Using natural fibers found within the local vegetation, Incan women would braid small, thin ropes which the men would then braid into large support cables, similar to a modern day steel suspension bridge. Handwoven bridges such as this one lasted as long as 500 years and were given such importance that anyone caught tampering with them was put to death.
Time and weather takes a toll, and over time, the bridges decayed and were often removed, leaving this single testament to Incan engineering.
In 2003, this previously sagging bridge was repaired; blessed, using a traditional Incan ceremonial bridge blessing and stands in good condition today.

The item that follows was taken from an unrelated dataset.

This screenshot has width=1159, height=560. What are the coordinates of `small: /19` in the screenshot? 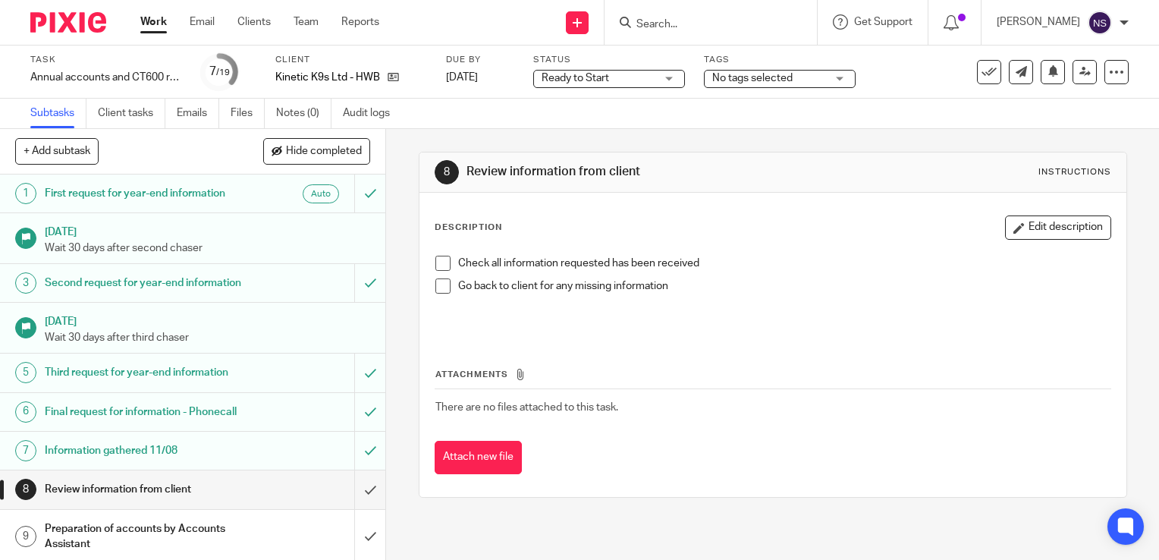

Although a modern bridge is nearby, the residents of the region keep their ancient traditons alive by repairing and renewing the bridge annually, in June. In ancient times this type of effort would have been a form of tax. Nowadays, the work is performed in honor of their ancestors and the Pachamama (Earth Mother). Both Nova and BBC have filmed documentaries about the keshwa chaca and the area is becoming a bit of a tourist attraction.
The Massachusetts Institute of Technology offers a course called "Materials in Human Experience" which illustrates this engineering university’s approach to archaeology, combining materials science and experimentation with the traditional fieldwork of observing and dating artifacts. Students weave cable and construct smaller versions of these suspension bridges during the course. Once completed, they stretch the bridge across a dry basin between two campus buildings.
Heather Lechtman, an archaeologist of ancient technology who helped develop the M.I.T. program, said that:
[in learning] how objects were made, what they were made of and how they were used, we see people making decisions at various stages, and the choices involve engineering as well as culture.
Once again, I'm providing links for further reading and awesome photos for those who have an interest:
NY Times article "How the Inca Lept Canyons" which covers the MIT bridge building program.
A Flickr slideshow and galleryalong with a material list from the MIT bridge building program.
Last Handwoven Bridge article - contains more photos.
Incredible Photo Album detailing the re-building of the keshwa chaca.